I spent a good deal of my childhood in West Africa, but we had to come home to the UK on leave sometimes, and I had to go to school. When I was around seven or eight, I was in a geography class and the teacher said something about peanut bushes. Up shot my hand. “Please Miss - peanuts don’t grow on bushes, they grow on the ground.”
She told me that I was wrong, and I stood my ground; which ended up with me being sent to the head for being cheeky and disruptive. In those days teacher was always right - even when she wasn’t.
I’m still trying to wrap my head around what the test was attempting to accomplish. If they really intended to exclude mathematical operations, then why not simply ask “What’s the largest 3-digit number?”. Or maybe they meant to ask “Which is bigger, 9+9+9, 9x9x9, or 999?”. It’s difficult to imagine such an open-ended question being asked on a standardized test. I call shenanigans.

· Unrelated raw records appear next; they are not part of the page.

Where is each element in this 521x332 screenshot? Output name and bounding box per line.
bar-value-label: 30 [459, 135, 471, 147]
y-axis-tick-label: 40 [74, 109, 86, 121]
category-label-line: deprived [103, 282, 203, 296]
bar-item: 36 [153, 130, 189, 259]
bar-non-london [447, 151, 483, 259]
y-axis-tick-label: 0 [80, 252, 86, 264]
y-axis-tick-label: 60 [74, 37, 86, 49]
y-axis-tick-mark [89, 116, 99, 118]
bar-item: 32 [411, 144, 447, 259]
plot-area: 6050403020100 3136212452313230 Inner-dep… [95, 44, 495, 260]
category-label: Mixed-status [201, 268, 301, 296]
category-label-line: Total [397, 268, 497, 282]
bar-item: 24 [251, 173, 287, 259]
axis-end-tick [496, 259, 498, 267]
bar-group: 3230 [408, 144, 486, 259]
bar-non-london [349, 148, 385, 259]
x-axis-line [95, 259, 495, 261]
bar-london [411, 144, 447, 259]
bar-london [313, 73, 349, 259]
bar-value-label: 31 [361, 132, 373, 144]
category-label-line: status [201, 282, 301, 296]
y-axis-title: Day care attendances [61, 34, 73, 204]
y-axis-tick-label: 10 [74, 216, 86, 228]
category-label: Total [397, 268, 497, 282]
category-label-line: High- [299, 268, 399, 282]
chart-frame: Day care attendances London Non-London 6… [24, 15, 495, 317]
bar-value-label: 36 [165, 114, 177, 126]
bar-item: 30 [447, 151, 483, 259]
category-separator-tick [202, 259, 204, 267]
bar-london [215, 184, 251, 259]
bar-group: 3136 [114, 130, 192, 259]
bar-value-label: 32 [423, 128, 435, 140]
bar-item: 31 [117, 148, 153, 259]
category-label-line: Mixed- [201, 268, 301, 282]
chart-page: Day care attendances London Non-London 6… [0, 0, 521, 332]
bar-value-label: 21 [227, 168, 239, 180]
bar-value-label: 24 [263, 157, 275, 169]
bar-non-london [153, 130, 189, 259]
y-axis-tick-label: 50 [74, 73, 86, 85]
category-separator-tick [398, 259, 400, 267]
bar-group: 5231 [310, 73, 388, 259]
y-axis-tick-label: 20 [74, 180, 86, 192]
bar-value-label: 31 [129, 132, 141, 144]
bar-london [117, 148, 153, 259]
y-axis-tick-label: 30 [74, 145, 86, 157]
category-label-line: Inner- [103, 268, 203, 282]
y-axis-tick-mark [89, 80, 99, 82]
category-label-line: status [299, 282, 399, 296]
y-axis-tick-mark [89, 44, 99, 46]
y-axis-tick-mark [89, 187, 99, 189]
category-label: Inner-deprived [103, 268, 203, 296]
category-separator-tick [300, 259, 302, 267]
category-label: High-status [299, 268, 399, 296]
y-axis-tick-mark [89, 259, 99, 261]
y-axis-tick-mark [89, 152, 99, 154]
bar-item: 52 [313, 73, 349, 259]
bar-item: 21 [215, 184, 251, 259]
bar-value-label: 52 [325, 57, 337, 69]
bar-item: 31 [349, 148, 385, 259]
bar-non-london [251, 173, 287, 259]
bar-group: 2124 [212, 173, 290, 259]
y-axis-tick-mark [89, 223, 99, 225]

<nitpick>The story itself says in boldface “9^9^9 = 9^387,420,489”, i.e. 9^(9^9). But that isn’t what the little girl said. She said “9 raised to the 9th power raised to the 9th power”, i.e. (9^9)^9, which is only 387,420,489^9. To get the larger of the two, you need to say “9 raised to the power of 9 to the 9th power”.</nitpick>
I agree. It vaguely reminds me of the Orson Scott Card novel Lost Boys, where a father has to defend his child against a teacher who is a bully.
I was about 4 years old in a Sunday School religious class at church when the teacher passed around pictures. She then asked each of us to say a short prayer.
Thank you God for the rain.
Thank you God for my parents.
Thank you God for the flowers.
And so it went until she got to me. “Iggy, say Thank you God for the sunrise.” she encouraged. But I said NO. After a few more tries the teacher took me in hand up to the sanctuary and pulled my mother, the church pianist, out of service.
My mother asked why I wouldn’t say the little prayer. And my reply has become the stuff of family lore…
“Well,” I said. “In the first place, the sun doesn’t set. The earth rotates on its axis…”
My mother had to stifle a laugh. And then she worked out the agreement with the teacher… I would say a little prayer. And so I muttered out, “Thank you God for the Earth rotating on its axis.”
No - standardized tests still have lots of multiple choice items, but now also include gridded response (the student can fill in bubbles, typically 5 or 6, to enter any numerical answer they want), short answer (typically a word, number, equation, etc.; these can usually be scored by computer using optical character recognition), and extended or constructed response, which are scored by hand and can involve written student explanations, showing work, etc.
More recently, as tests have moved from paper to computer, are technology-enhanced items in which the student manipulates objects on a screen. These can be drag-and-drop or matching type items (“Drag the five fractions into the five boxes so the fractions are in ascending order.”), graphing (both on a number line and a Cartesian plane), plotting points, drawing angles using a protractor presented on-screen, and various other tasks.
(Of course, every standardized test is different - there probably are some that are still exclusively multiple choice, I suppose.)
That being said, this fable seems to have occurred several years ago, since his daughter (reading from the comments) was working on integral calculus at age 14. It’s tough to say what a standardized test would have looked like then, especially since it is a fantasy land.
“I have read many stories on the internet, but I was sure nothing like that would ever happen to me! So, let me tell you, when I had a run-in with my daughter’s teacher, the principal, and three pointy headed dudes from the “National Board of Education”, no one was more surprised than me! …”
BTW, I had to “give it” to my daughter’s teacher AGAIN when she tried to correct ME, saying I should have said, “… no one was more surprised than I”! But that’s another story.